(Stored data entries)

+ + +

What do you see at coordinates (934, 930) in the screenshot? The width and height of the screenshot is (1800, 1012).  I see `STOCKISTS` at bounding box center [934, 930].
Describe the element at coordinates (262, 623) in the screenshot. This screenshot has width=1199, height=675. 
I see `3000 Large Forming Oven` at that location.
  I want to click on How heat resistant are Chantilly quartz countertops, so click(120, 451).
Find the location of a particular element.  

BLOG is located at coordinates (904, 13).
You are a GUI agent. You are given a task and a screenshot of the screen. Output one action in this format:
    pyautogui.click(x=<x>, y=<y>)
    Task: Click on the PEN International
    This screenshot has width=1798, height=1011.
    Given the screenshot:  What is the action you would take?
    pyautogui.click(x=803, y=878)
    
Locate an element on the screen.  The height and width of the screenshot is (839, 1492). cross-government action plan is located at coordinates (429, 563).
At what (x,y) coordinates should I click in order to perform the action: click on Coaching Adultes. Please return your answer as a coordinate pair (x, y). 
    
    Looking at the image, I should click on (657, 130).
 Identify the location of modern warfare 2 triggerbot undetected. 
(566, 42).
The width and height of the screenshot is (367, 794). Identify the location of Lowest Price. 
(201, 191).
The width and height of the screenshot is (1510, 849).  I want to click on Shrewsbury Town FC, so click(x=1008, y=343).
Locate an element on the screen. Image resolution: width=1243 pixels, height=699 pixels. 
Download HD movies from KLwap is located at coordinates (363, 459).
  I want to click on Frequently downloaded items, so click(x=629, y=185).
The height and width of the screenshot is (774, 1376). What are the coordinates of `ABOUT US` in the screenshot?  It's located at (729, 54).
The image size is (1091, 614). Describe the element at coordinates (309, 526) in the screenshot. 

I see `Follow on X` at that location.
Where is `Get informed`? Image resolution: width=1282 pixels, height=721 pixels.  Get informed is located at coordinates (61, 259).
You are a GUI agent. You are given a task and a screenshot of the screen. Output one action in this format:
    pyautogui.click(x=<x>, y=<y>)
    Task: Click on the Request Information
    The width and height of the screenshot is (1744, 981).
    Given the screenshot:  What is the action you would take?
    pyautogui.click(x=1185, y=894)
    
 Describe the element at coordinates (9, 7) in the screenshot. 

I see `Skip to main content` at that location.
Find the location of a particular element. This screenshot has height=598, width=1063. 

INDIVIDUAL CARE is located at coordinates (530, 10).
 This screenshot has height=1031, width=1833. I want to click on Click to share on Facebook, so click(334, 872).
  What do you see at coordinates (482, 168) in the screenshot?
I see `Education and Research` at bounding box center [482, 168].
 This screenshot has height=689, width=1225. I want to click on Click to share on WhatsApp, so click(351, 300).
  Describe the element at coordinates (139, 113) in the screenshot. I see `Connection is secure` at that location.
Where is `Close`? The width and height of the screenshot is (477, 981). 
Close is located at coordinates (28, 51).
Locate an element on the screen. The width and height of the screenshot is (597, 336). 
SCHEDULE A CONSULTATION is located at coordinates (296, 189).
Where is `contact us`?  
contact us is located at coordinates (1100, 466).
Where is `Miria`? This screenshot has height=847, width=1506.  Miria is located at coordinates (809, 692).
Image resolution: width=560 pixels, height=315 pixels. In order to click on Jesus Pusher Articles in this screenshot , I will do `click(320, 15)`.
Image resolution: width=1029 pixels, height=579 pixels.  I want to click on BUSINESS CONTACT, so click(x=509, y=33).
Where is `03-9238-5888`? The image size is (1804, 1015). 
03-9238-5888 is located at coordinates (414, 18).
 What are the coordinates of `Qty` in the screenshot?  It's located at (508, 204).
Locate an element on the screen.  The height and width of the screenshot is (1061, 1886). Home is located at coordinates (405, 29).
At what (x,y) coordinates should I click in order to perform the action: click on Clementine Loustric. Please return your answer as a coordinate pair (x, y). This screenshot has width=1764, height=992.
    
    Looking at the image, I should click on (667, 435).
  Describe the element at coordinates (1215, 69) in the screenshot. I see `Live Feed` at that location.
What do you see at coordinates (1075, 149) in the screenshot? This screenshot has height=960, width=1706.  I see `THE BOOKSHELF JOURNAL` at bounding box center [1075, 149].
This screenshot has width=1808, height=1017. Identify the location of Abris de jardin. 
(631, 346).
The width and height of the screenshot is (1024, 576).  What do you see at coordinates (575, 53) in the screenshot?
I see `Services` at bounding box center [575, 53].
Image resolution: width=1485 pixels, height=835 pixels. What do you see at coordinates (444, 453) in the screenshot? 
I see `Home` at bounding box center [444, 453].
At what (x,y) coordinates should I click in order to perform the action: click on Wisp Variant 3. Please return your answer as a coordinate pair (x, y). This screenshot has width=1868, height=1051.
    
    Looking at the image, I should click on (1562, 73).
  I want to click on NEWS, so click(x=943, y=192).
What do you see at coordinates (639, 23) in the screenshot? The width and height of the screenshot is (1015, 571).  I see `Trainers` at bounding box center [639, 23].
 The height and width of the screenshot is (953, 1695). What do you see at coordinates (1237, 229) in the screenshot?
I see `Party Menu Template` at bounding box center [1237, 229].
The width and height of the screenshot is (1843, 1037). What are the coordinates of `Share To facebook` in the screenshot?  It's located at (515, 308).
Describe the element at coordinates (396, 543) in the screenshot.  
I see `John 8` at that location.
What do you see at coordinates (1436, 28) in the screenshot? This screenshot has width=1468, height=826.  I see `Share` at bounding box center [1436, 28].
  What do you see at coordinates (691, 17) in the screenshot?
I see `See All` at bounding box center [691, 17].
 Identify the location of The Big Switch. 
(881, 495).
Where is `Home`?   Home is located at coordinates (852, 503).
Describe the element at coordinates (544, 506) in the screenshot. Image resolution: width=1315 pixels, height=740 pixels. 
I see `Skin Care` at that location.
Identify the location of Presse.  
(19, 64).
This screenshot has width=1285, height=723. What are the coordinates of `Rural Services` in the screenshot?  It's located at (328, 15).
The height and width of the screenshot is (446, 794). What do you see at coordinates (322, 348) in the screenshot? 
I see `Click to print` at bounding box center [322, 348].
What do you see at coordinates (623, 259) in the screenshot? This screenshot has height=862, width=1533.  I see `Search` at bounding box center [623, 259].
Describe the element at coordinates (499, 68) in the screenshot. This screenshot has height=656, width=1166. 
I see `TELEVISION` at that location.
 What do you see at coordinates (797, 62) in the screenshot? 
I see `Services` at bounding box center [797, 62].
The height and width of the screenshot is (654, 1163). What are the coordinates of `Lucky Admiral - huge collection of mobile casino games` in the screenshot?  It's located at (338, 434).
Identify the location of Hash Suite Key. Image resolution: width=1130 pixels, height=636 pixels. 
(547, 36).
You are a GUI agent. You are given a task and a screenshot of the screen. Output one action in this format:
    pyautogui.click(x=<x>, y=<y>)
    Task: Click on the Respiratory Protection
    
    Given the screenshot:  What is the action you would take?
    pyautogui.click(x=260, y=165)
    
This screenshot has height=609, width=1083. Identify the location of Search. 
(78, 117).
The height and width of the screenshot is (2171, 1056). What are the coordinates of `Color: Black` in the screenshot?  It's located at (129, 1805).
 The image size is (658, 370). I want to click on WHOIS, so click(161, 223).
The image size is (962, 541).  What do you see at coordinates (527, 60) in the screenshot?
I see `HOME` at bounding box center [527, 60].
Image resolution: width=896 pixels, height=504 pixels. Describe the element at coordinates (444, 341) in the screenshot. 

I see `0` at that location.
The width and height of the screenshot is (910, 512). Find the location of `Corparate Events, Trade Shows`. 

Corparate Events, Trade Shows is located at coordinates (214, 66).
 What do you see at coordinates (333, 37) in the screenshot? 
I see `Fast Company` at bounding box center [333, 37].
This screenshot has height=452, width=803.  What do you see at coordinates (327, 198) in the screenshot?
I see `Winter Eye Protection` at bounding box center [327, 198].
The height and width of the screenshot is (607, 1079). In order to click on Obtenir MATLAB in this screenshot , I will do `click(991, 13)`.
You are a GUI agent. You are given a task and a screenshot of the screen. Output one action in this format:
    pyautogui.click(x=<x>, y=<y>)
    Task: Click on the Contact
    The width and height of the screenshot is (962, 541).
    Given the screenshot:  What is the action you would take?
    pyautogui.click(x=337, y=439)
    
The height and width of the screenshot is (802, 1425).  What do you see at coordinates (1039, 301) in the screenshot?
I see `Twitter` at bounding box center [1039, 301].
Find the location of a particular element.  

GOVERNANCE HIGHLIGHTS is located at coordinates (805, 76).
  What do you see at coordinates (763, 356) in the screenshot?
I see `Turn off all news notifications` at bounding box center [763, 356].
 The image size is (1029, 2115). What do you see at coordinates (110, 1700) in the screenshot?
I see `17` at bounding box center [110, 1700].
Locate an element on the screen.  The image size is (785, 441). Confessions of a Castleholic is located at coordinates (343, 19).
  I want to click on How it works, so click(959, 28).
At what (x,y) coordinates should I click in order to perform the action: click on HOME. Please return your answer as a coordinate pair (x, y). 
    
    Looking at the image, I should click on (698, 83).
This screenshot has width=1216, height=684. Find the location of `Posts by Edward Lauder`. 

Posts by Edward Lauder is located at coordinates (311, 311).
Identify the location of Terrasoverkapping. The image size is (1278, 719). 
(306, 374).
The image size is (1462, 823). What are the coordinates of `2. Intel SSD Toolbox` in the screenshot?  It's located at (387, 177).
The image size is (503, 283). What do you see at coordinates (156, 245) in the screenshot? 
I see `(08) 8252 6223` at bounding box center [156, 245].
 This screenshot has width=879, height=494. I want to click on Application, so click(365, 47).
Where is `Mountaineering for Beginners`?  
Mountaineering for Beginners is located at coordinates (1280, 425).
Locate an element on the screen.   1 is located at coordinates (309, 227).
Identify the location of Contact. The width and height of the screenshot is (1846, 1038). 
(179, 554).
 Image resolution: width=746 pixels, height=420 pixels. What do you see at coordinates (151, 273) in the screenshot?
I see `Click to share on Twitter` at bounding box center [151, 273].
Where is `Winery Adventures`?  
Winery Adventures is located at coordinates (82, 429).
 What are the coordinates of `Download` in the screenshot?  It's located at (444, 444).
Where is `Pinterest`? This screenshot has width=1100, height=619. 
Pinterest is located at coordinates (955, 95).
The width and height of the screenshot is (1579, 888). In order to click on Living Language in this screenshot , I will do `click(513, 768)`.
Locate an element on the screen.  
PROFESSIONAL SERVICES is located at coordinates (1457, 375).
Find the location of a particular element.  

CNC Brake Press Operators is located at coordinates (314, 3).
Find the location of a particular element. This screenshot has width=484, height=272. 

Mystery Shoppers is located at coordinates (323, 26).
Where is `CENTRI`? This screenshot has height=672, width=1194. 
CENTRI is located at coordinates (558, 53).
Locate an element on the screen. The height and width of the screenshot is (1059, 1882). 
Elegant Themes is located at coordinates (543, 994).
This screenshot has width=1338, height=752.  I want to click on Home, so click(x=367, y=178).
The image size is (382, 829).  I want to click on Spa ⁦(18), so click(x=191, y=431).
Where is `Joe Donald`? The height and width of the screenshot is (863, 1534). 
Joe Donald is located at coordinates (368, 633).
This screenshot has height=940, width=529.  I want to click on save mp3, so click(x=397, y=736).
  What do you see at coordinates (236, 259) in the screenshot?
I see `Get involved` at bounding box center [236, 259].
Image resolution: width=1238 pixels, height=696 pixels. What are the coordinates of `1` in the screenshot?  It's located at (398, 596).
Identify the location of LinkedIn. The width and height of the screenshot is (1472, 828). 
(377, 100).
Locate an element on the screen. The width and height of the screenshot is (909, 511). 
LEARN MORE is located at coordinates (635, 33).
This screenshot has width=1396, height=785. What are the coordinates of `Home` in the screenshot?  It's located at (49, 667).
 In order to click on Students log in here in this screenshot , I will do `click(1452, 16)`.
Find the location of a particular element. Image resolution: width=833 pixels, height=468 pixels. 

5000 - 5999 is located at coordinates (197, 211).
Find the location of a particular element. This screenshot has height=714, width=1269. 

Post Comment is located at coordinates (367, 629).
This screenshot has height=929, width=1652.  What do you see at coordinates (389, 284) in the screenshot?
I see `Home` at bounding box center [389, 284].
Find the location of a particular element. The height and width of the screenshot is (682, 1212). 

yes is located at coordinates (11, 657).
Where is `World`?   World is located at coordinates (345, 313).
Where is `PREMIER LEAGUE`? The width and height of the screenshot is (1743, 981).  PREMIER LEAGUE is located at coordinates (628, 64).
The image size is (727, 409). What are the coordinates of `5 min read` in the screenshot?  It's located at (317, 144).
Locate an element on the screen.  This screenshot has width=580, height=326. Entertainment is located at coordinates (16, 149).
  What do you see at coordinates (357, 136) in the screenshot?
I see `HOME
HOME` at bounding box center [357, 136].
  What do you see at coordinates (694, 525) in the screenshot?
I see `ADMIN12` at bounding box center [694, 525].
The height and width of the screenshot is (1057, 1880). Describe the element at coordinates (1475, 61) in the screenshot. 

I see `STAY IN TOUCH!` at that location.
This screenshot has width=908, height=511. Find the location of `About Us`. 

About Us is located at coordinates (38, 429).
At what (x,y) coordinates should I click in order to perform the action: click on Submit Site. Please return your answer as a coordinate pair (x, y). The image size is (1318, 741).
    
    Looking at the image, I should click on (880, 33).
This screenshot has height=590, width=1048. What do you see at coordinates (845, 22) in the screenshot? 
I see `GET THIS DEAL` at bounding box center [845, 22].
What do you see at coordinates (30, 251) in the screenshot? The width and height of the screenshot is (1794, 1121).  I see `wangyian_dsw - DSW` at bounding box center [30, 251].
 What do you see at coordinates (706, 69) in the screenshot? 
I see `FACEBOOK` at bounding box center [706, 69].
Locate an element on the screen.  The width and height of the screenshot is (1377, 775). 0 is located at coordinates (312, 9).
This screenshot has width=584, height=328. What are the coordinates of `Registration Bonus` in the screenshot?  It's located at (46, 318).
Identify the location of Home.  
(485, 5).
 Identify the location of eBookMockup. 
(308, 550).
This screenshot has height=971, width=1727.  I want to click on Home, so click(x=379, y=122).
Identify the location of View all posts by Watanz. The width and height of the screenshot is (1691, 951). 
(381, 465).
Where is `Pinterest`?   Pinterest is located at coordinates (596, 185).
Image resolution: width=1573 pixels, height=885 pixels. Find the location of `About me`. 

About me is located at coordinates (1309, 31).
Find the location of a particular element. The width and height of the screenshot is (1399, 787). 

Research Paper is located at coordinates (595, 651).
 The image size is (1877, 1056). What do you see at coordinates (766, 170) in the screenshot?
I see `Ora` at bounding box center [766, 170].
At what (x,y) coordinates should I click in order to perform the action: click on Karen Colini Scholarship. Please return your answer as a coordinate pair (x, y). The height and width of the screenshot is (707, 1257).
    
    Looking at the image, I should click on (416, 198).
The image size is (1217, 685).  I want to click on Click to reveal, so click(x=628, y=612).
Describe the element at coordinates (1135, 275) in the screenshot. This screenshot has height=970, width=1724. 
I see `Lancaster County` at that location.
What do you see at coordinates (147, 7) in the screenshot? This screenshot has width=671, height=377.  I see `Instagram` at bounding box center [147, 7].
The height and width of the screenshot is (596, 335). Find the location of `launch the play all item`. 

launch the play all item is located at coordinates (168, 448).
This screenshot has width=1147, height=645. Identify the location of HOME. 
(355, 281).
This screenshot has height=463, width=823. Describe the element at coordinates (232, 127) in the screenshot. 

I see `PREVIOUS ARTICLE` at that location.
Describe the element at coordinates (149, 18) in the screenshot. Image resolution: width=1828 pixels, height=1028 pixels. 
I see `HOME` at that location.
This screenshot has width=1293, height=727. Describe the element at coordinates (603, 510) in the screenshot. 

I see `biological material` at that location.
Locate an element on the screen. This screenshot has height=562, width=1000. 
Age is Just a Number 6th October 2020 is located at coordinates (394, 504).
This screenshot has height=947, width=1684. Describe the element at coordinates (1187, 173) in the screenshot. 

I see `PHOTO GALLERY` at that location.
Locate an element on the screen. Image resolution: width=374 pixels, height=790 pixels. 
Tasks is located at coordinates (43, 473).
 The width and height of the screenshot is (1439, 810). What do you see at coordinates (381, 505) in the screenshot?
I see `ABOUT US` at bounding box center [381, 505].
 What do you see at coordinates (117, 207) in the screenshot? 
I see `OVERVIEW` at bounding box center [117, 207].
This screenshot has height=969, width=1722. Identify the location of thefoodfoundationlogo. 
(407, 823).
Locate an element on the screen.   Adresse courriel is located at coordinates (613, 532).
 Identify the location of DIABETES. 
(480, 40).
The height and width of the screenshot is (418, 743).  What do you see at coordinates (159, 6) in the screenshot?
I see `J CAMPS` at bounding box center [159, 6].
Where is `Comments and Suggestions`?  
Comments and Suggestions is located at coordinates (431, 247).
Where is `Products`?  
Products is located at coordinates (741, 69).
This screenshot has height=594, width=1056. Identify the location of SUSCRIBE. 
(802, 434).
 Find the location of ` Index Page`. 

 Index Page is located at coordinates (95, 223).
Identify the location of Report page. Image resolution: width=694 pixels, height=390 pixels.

+ + +

**What the task requires:** Beginning with the line that holds "The height and width of the screenshot is (418, 743).", please give again each line exactly until the records end, and include that final line.

**Solution to this task:**
The height and width of the screenshot is (418, 743).  What do you see at coordinates (159, 6) in the screenshot?
I see `J CAMPS` at bounding box center [159, 6].
Where is `Comments and Suggestions`?  
Comments and Suggestions is located at coordinates (431, 247).
Where is `Products`?  
Products is located at coordinates (741, 69).
This screenshot has height=594, width=1056. Identify the location of SUSCRIBE. 
(802, 434).
 Find the location of ` Index Page`. 

 Index Page is located at coordinates (95, 223).
Identify the location of Report page. Image resolution: width=694 pixels, height=390 pixels.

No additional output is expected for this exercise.